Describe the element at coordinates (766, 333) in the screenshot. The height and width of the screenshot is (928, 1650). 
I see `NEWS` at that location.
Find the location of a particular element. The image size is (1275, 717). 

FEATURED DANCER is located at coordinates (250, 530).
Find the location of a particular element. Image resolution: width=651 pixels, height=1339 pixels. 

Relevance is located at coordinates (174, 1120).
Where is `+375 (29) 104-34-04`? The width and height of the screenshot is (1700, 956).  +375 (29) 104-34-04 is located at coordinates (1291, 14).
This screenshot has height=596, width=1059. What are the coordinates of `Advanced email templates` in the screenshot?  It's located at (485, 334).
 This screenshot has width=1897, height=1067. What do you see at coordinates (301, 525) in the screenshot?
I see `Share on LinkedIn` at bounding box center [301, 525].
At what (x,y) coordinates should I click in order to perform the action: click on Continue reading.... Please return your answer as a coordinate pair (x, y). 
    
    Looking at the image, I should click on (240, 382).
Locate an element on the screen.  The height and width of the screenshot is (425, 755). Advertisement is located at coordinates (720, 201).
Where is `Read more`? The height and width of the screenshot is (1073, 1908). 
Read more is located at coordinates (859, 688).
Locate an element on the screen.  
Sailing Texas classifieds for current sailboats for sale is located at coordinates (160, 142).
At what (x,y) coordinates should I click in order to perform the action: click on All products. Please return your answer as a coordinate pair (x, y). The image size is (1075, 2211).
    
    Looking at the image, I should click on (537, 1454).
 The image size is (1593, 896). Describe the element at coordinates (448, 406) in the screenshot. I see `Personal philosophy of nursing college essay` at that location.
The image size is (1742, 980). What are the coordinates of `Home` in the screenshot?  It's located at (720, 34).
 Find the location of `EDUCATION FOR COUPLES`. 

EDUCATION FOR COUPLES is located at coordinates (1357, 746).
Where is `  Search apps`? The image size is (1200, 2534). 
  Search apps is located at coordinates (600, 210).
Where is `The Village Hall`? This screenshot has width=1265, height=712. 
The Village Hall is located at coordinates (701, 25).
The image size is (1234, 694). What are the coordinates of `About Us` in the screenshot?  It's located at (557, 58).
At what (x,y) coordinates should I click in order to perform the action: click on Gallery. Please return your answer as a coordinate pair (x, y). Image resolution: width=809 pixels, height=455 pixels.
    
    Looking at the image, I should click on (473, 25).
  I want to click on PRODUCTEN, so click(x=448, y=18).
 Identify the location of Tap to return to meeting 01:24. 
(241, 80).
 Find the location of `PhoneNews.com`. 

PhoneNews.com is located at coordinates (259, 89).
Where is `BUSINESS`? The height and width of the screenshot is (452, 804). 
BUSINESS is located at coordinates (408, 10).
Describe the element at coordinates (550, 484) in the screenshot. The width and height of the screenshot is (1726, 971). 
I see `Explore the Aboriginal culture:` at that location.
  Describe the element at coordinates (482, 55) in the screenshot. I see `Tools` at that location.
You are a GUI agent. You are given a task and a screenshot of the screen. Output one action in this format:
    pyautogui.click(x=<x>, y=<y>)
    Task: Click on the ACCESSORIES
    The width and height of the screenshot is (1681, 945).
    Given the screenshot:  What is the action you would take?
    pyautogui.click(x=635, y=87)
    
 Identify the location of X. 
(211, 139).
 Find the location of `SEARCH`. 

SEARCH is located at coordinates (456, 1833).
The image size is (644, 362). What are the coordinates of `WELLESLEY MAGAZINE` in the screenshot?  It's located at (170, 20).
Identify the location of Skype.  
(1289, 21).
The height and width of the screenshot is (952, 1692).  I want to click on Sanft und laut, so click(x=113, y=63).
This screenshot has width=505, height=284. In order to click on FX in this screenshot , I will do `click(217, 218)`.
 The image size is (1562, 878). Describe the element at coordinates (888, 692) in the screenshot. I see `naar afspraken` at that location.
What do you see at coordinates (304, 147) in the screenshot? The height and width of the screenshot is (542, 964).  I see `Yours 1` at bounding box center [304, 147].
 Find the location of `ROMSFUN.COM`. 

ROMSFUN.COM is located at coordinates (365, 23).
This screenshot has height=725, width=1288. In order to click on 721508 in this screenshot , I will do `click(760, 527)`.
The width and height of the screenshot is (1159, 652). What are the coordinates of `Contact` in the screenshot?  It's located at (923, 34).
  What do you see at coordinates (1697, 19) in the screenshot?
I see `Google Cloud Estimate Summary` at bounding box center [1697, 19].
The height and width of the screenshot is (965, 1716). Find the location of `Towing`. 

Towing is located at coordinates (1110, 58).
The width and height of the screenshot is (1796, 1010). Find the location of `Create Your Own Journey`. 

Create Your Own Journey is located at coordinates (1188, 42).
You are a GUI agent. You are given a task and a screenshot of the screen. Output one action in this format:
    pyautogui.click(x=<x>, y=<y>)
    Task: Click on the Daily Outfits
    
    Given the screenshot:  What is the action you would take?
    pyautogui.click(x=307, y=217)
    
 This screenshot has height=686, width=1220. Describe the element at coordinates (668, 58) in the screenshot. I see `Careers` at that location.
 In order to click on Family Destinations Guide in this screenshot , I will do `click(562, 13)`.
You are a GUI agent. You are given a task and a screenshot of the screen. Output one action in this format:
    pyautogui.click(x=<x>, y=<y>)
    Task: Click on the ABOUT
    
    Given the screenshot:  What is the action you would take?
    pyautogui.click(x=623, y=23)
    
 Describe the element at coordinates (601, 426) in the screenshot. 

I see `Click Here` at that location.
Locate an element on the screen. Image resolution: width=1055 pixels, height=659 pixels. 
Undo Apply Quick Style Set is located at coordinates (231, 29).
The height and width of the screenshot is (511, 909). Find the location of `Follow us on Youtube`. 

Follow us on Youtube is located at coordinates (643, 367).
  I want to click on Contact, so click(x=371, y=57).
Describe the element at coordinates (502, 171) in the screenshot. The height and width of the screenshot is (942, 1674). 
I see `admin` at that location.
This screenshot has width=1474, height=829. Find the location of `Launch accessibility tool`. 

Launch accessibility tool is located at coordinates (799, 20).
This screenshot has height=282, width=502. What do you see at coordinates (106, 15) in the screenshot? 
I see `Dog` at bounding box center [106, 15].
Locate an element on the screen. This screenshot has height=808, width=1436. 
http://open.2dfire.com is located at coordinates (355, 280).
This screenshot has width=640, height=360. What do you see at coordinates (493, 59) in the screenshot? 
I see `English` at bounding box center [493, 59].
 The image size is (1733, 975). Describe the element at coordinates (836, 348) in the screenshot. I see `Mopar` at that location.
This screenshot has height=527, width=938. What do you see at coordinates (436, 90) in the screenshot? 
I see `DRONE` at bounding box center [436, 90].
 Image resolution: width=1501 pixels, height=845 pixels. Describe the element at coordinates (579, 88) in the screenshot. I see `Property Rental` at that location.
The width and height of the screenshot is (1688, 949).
________________
(EXERCISE)
Your answer must be the full set of entries, copied exactly.

(RESULT OF THE EXERCISE)
Describe the element at coordinates (766, 333) in the screenshot. The height and width of the screenshot is (928, 1650). 
I see `NEWS` at that location.
Find the location of a particular element. The image size is (1275, 717). 

FEATURED DANCER is located at coordinates (250, 530).
Find the location of a particular element. Image resolution: width=651 pixels, height=1339 pixels. 

Relevance is located at coordinates (174, 1120).
Where is `+375 (29) 104-34-04`? The width and height of the screenshot is (1700, 956).  +375 (29) 104-34-04 is located at coordinates (1291, 14).
This screenshot has height=596, width=1059. What are the coordinates of `Advanced email templates` in the screenshot?  It's located at (485, 334).
 This screenshot has width=1897, height=1067. What do you see at coordinates (301, 525) in the screenshot?
I see `Share on LinkedIn` at bounding box center [301, 525].
At what (x,y) coordinates should I click in order to perform the action: click on Continue reading.... Please return your answer as a coordinate pair (x, y). 
    
    Looking at the image, I should click on (240, 382).
Locate an element on the screen.  The height and width of the screenshot is (425, 755). Advertisement is located at coordinates (720, 201).
Where is `Read more`? The height and width of the screenshot is (1073, 1908). 
Read more is located at coordinates (859, 688).
Locate an element on the screen.  
Sailing Texas classifieds for current sailboats for sale is located at coordinates (160, 142).
At what (x,y) coordinates should I click in order to perform the action: click on All products. Please return your answer as a coordinate pair (x, y). The image size is (1075, 2211).
    
    Looking at the image, I should click on (537, 1454).
 The image size is (1593, 896). Describe the element at coordinates (448, 406) in the screenshot. I see `Personal philosophy of nursing college essay` at that location.
The image size is (1742, 980). What are the coordinates of `Home` in the screenshot?  It's located at (720, 34).
 Find the location of `EDUCATION FOR COUPLES`. 

EDUCATION FOR COUPLES is located at coordinates (1357, 746).
Where is `  Search apps`? The image size is (1200, 2534). 
  Search apps is located at coordinates (600, 210).
Where is `The Village Hall`? This screenshot has width=1265, height=712. 
The Village Hall is located at coordinates (701, 25).
The image size is (1234, 694). What are the coordinates of `About Us` in the screenshot?  It's located at (557, 58).
At what (x,y) coordinates should I click in order to perform the action: click on Gallery. Please return your answer as a coordinate pair (x, y). Image resolution: width=809 pixels, height=455 pixels.
    
    Looking at the image, I should click on (473, 25).
  I want to click on PRODUCTEN, so click(x=448, y=18).
 Identify the location of Tap to return to meeting 01:24. 
(241, 80).
 Find the location of `PhoneNews.com`. 

PhoneNews.com is located at coordinates (259, 89).
Where is `BUSINESS`? The height and width of the screenshot is (452, 804). 
BUSINESS is located at coordinates (408, 10).
Describe the element at coordinates (550, 484) in the screenshot. The width and height of the screenshot is (1726, 971). 
I see `Explore the Aboriginal culture:` at that location.
  Describe the element at coordinates (482, 55) in the screenshot. I see `Tools` at that location.
You are a GUI agent. You are given a task and a screenshot of the screen. Output one action in this format:
    pyautogui.click(x=<x>, y=<y>)
    Task: Click on the ACCESSORIES
    The width and height of the screenshot is (1681, 945).
    Given the screenshot:  What is the action you would take?
    pyautogui.click(x=635, y=87)
    
 Identify the location of X. 
(211, 139).
 Find the location of `SEARCH`. 

SEARCH is located at coordinates (456, 1833).
The image size is (644, 362). What are the coordinates of `WELLESLEY MAGAZINE` in the screenshot?  It's located at (170, 20).
Identify the location of Skype.  
(1289, 21).
The height and width of the screenshot is (952, 1692).  I want to click on Sanft und laut, so click(x=113, y=63).
This screenshot has width=505, height=284. In order to click on FX in this screenshot , I will do `click(217, 218)`.
 The image size is (1562, 878). Describe the element at coordinates (888, 692) in the screenshot. I see `naar afspraken` at that location.
What do you see at coordinates (304, 147) in the screenshot? The height and width of the screenshot is (542, 964).  I see `Yours 1` at bounding box center [304, 147].
 Find the location of `ROMSFUN.COM`. 

ROMSFUN.COM is located at coordinates (365, 23).
This screenshot has height=725, width=1288. In order to click on 721508 in this screenshot , I will do `click(760, 527)`.
The width and height of the screenshot is (1159, 652). What are the coordinates of `Contact` in the screenshot?  It's located at (923, 34).
  What do you see at coordinates (1697, 19) in the screenshot?
I see `Google Cloud Estimate Summary` at bounding box center [1697, 19].
The height and width of the screenshot is (965, 1716). Find the location of `Towing`. 

Towing is located at coordinates (1110, 58).
The width and height of the screenshot is (1796, 1010). Find the location of `Create Your Own Journey`. 

Create Your Own Journey is located at coordinates (1188, 42).
You are a GUI agent. You are given a task and a screenshot of the screen. Output one action in this format:
    pyautogui.click(x=<x>, y=<y>)
    Task: Click on the Daily Outfits
    
    Given the screenshot:  What is the action you would take?
    pyautogui.click(x=307, y=217)
    
 This screenshot has height=686, width=1220. Describe the element at coordinates (668, 58) in the screenshot. I see `Careers` at that location.
 In order to click on Family Destinations Guide in this screenshot , I will do `click(562, 13)`.
You are a GUI agent. You are given a task and a screenshot of the screen. Output one action in this format:
    pyautogui.click(x=<x>, y=<y>)
    Task: Click on the ABOUT
    
    Given the screenshot:  What is the action you would take?
    pyautogui.click(x=623, y=23)
    
 Describe the element at coordinates (601, 426) in the screenshot. 

I see `Click Here` at that location.
Locate an element on the screen. Image resolution: width=1055 pixels, height=659 pixels. 
Undo Apply Quick Style Set is located at coordinates (231, 29).
The height and width of the screenshot is (511, 909). Find the location of `Follow us on Youtube`. 

Follow us on Youtube is located at coordinates (643, 367).
  I want to click on Contact, so click(x=371, y=57).
Describe the element at coordinates (502, 171) in the screenshot. The height and width of the screenshot is (942, 1674). 
I see `admin` at that location.
This screenshot has width=1474, height=829. Find the location of `Launch accessibility tool`. 

Launch accessibility tool is located at coordinates (799, 20).
This screenshot has height=282, width=502. What do you see at coordinates (106, 15) in the screenshot? 
I see `Dog` at bounding box center [106, 15].
Locate an element on the screen. This screenshot has height=808, width=1436. 
http://open.2dfire.com is located at coordinates (355, 280).
This screenshot has width=640, height=360. What do you see at coordinates (493, 59) in the screenshot? 
I see `English` at bounding box center [493, 59].
 The image size is (1733, 975). Describe the element at coordinates (836, 348) in the screenshot. I see `Mopar` at that location.
This screenshot has height=527, width=938. What do you see at coordinates (436, 90) in the screenshot? 
I see `DRONE` at bounding box center [436, 90].
 Image resolution: width=1501 pixels, height=845 pixels. Describe the element at coordinates (579, 88) in the screenshot. I see `Property Rental` at that location.
The width and height of the screenshot is (1688, 949).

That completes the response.